Early insights from the first Agora data cycle
What the enhanced data reveals about the true drivers of operational and non-financial risk
As part of the move to Agora, ORX introduced the ORX Operational Risk Reference Taxonomy into the banking and insurance loss data exchanges. This establishes a common, contemporary risk language that strengthens comparability, enables deeper analytics and supports earlier identification of industry‑wide risk patterns.
This marks a major milestone for the ORX community. It reflects a collective commitment by our members to adopt a shared and modernised risk language and apply it consistently in loss data reporting. We would like to thank all of our members who invested time in mapping events and submitting data using the new structure. This engagement is critical to delivering meaningful, comparable insight at an industry level.
With the first Agora cycle successfully completed, we're already starting to see early patterns emerging. Although the data is still partial, it already illustrates an important point:
Many material risks, such as third party, only become visible when events are classified beyond the surface level, using Level 2 classifications and Risk Theme flags in line with ORX guidance.
This blog explores how a contemporary risk language, applied consistently across an industry view of loss data, can support deeper and more timely insight into operational risks. We've also included a short case study exploring third party.
What is the ORX Operational Risk Reference Taxonomy?
The ORX Reference Taxonomy is an industry reference taxonomy for operational and non-financial risks. It is made up of two connected components. The first is an Event Type Taxonomy, covering level 1 and level 2 classifications. And the second is a Cause and Impact Taxonomy that supports a clearer understanding of why an event happened and the drivers behind it. Together, they help describe not only what occurred, but also the underlying pathways through which losses materialise.
We collaborated with Oliver Wyman to develop the taxonomy as a common reference point for the industry. Over time, many financial firms have evolved beyond the legacy Basel event types, and the industry has seen increasing divergence in how risks are categorised. Our taxonomy helps reduce that divergence by reflecting current industry practice and providing a consistent language for analysing and discussing risk.
Embedding the taxonomy into the banking and insurance loss data reporting as part of our move to Agora marks a turning point for the industry. It enables a more structured approach to categorising loss events, improves comparability across ORX datasets and strengthens the foundation for enhanced analytics and more meaningful benchmarking of risks that matter most – including information security, third-party exposures and financial crime.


• What to produce: Copy out the entries exactly. Print them in full.

Spatial localization data:
#####

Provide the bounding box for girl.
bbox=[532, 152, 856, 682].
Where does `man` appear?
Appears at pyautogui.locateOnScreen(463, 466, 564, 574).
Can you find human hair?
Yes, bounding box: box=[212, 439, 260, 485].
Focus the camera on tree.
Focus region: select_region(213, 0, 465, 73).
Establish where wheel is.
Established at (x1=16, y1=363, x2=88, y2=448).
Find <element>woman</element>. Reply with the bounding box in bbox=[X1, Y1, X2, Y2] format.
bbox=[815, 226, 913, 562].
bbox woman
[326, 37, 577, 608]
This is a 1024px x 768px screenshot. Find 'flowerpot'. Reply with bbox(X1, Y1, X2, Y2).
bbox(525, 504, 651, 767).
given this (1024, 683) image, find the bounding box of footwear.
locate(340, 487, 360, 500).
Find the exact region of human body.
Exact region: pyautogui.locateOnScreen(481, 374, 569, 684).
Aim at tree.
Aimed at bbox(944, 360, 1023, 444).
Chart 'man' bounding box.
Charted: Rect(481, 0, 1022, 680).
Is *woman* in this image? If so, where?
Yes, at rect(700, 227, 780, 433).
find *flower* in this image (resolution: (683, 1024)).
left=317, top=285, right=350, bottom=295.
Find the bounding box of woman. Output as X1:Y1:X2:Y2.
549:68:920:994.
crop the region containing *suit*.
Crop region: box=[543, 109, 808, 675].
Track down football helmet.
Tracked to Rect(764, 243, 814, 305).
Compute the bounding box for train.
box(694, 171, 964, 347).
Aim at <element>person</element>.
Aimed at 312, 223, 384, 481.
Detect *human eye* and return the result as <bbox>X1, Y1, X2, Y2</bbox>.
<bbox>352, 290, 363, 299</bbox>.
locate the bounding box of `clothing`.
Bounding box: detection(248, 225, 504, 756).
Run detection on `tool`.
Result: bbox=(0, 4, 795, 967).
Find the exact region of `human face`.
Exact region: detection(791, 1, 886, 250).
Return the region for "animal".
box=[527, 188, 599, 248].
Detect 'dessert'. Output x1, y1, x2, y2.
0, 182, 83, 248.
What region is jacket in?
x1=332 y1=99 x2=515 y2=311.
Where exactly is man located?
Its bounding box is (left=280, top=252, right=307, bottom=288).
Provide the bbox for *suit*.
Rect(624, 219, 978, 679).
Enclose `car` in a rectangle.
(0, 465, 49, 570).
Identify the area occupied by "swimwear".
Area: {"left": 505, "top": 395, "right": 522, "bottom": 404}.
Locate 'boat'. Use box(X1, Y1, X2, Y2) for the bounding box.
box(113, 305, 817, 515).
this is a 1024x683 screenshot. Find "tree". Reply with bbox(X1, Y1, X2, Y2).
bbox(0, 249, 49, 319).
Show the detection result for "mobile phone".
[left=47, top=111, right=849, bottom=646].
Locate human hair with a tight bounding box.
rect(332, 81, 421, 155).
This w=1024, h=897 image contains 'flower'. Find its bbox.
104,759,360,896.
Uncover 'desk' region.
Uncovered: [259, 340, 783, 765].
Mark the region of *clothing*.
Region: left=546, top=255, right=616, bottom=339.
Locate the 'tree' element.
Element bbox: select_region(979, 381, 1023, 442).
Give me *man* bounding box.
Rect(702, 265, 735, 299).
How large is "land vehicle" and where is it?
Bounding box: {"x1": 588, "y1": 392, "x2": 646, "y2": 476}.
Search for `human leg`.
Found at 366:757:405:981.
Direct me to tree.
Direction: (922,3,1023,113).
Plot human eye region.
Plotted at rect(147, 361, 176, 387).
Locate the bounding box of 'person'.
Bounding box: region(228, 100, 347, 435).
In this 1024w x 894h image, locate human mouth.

#####

• Completed task:
Provide the bounding box for girl.
bbox=[532, 152, 856, 682].
Where does `man` appear?
Appears at pyautogui.locateOnScreen(463, 466, 564, 574).
Can you find human hair?
Yes, bounding box: box=[212, 439, 260, 485].
Focus the camera on tree.
Focus region: select_region(213, 0, 465, 73).
Establish where wheel is.
Established at (x1=16, y1=363, x2=88, y2=448).
Find <element>woman</element>. Reply with the bounding box in bbox=[X1, Y1, X2, Y2] format.
bbox=[815, 226, 913, 562].
bbox woman
[326, 37, 577, 608]
This is a 1024px x 768px screenshot. Find 'flowerpot'. Reply with bbox(X1, Y1, X2, Y2).
bbox(525, 504, 651, 767).
given this (1024, 683) image, find the bounding box of footwear.
locate(340, 487, 360, 500).
Find the exact region of human body.
Exact region: pyautogui.locateOnScreen(481, 374, 569, 684).
Aim at tree.
Aimed at bbox(944, 360, 1023, 444).
Chart 'man' bounding box.
Charted: Rect(481, 0, 1022, 680).
Is *woman* in this image? If so, where?
Yes, at rect(700, 227, 780, 433).
find *flower* in this image (resolution: (683, 1024)).
left=317, top=285, right=350, bottom=295.
Find the bounding box of woman. Output as X1:Y1:X2:Y2.
549:68:920:994.
crop the region containing *suit*.
Crop region: box=[543, 109, 808, 675].
Track down football helmet.
Tracked to Rect(764, 243, 814, 305).
Compute the bounding box for train.
box(694, 171, 964, 347).
Aim at <element>person</element>.
Aimed at 312, 223, 384, 481.
Detect *human eye* and return the result as <bbox>X1, Y1, X2, Y2</bbox>.
<bbox>352, 290, 363, 299</bbox>.
locate the bounding box of `clothing`.
Bounding box: detection(248, 225, 504, 756).
Run detection on `tool`.
Result: bbox=(0, 4, 795, 967).
Find the exact region of `human face`.
Exact region: detection(791, 1, 886, 250).
Return the region for "animal".
box=[527, 188, 599, 248].
Detect 'dessert'. Output x1, y1, x2, y2.
0, 182, 83, 248.
What region is jacket in?
x1=332 y1=99 x2=515 y2=311.
Where exactly is man located?
Its bounding box is (left=280, top=252, right=307, bottom=288).
Provide the bbox for *suit*.
Rect(624, 219, 978, 679).
Enclose `car` in a rectangle.
(0, 465, 49, 570).
Identify the area occupied by "swimwear".
Area: {"left": 505, "top": 395, "right": 522, "bottom": 404}.
Locate 'boat'. Use box(X1, Y1, X2, Y2) for the bounding box.
box(113, 305, 817, 515).
this is a 1024x683 screenshot. Find "tree". Reply with bbox(X1, Y1, X2, Y2).
bbox(0, 249, 49, 319).
Show the detection result for "mobile phone".
[left=47, top=111, right=849, bottom=646].
Locate human hair with a tight bounding box.
rect(332, 81, 421, 155).
This w=1024, h=897 image contains 'flower'. Find its bbox.
104,759,360,896.
Uncover 'desk' region.
Uncovered: [259, 340, 783, 765].
Mark the region of *clothing*.
Region: left=546, top=255, right=616, bottom=339.
Locate the 'tree' element.
Element bbox: select_region(979, 381, 1023, 442).
Give me *man* bounding box.
Rect(702, 265, 735, 299).
How large is "land vehicle" and where is it?
Bounding box: {"x1": 588, "y1": 392, "x2": 646, "y2": 476}.
Search for `human leg`.
Found at 366:757:405:981.
Direct me to tree.
Direction: (922,3,1023,113).
Plot human eye region.
Plotted at rect(147, 361, 176, 387).
Locate the bounding box of 'person'.
Bounding box: region(228, 100, 347, 435).
In this 1024w x 894h image, locate human mouth.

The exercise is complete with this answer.